Tell him that my father made me swear an oath. He said to me, 'Listen, I am about to die. Take my body back to the land of Canaan, and bury me in the tomb I prepared for myself.' So please allow me to go and bury my father. After his burial, I will return without delay."
So Joseph went up to bury his father. He was accompanied by all of Pharaoh's officials, all the senior members of Pharaoh's household, and all the senior officers of Egypt.
Joseph also took his entire household and his brothers and their households. But they left their little children and flocks and herds in the land of Goshen.
When they arrived at the threshing floor of Atad, near the Jordan River, they held a very great and solemn memorial service, with a seven-day period of mourning for Joseph's father.
The local residents, the Canaanites, watched them mourning at the threshing floor of Atad. Then they renamed that place (which is near the Jordan) Abel-mizraim, for they said, "This is a place of deep mourning for these Egyptians."
They carried his body to the land of Canaan and buried him in the cave in the field of Machpelah, near Mamre. This is the cave that Abraham had bought as a permanent burial site from Ephron the Hittite.
But now that their father was dead, Joseph's brothers became fearful. "Now Joseph will show his anger and pay us back for all the wrong we did to him," they said.
to say to you: 'Please forgive your brothers for the great wrong they did to you-- for their sin in treating you so cruelly.' So we, the servants of the God of your father, beg you to forgive our sin." When Joseph received the message, he broke down and wept.
He lived to see three generations of descendants of his son Ephraim, and he lived to see the birth of the children of Manasseh's son Makir, whom he claimed as his own.
"Soon I will die," Joseph told his brothers, "but God will surely come to help you and lead you out of this land of Egypt. He will bring you back to the land he solemnly promised to give to Abraham, to Isaac, and to Jacob."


--- WHAT THE TASK ASKS ---
With pictures left out, return only the lines from the line containing "Could you detect human face for me?" through the end of the material below, both included.

[SUPPLIED RECORDS]

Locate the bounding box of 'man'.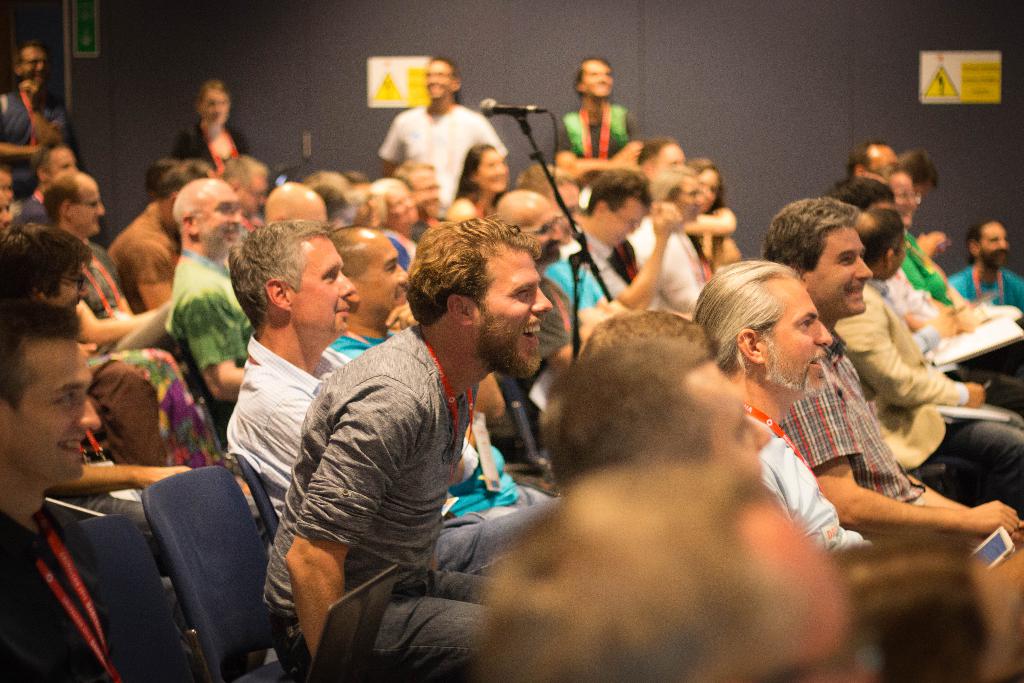
Bounding box: [0,226,189,631].
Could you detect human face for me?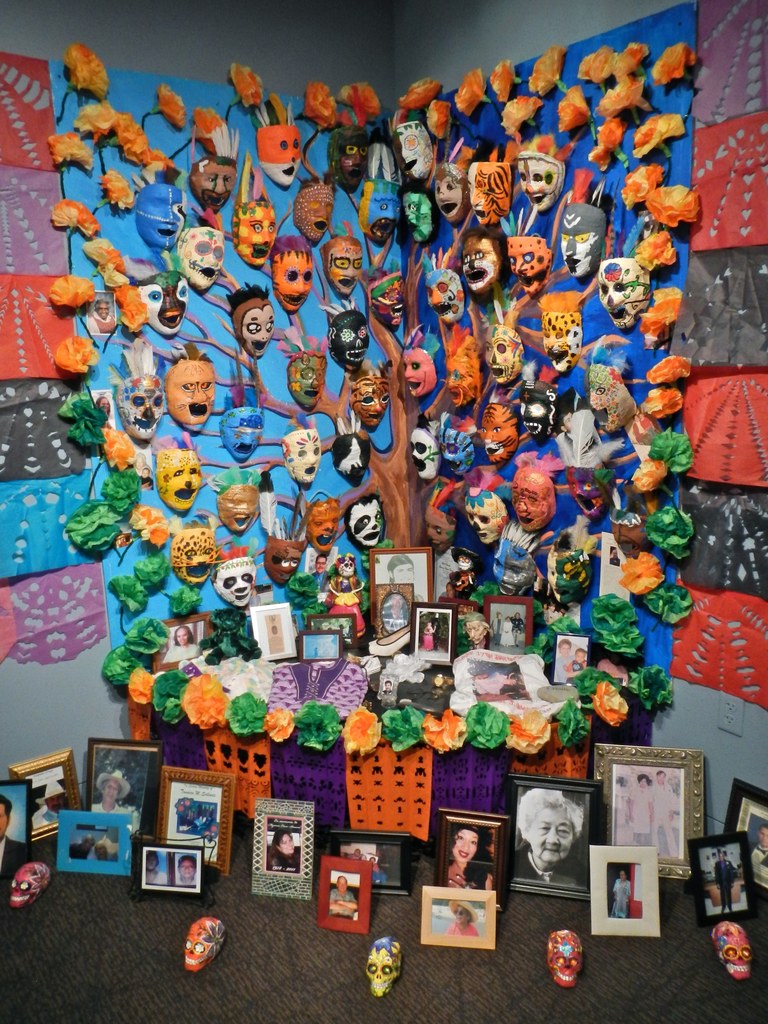
Detection result: x1=98 y1=776 x2=122 y2=804.
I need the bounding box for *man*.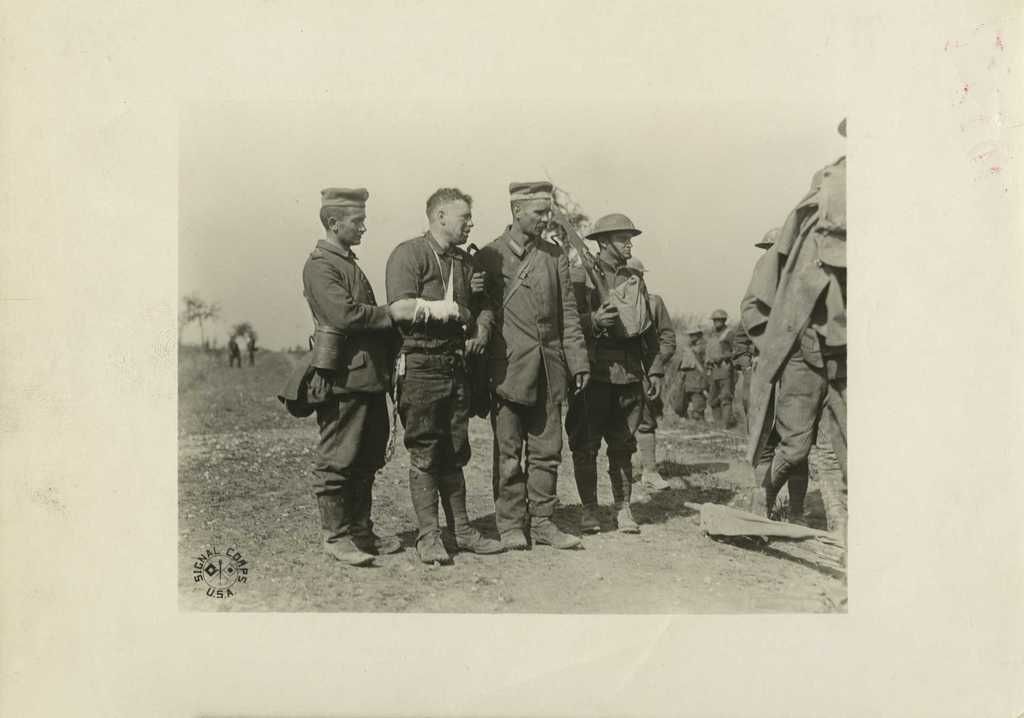
Here it is: box=[563, 212, 649, 534].
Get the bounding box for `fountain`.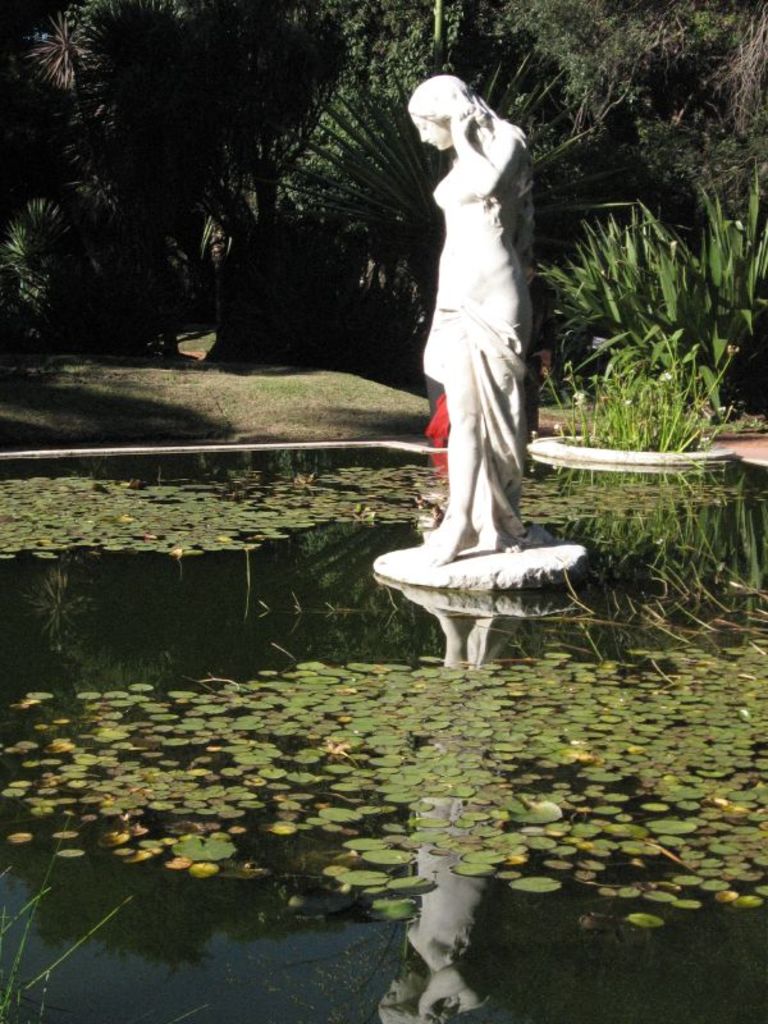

[/SUPPLIED RECORDS]

--- THE COMPLETED TASK ---
Could you detect human face for me?
Detection result: x1=98 y1=776 x2=122 y2=804.
I need the bounding box for *man*.
Here it is: box=[563, 212, 649, 534].
Get the bounding box for `fountain`.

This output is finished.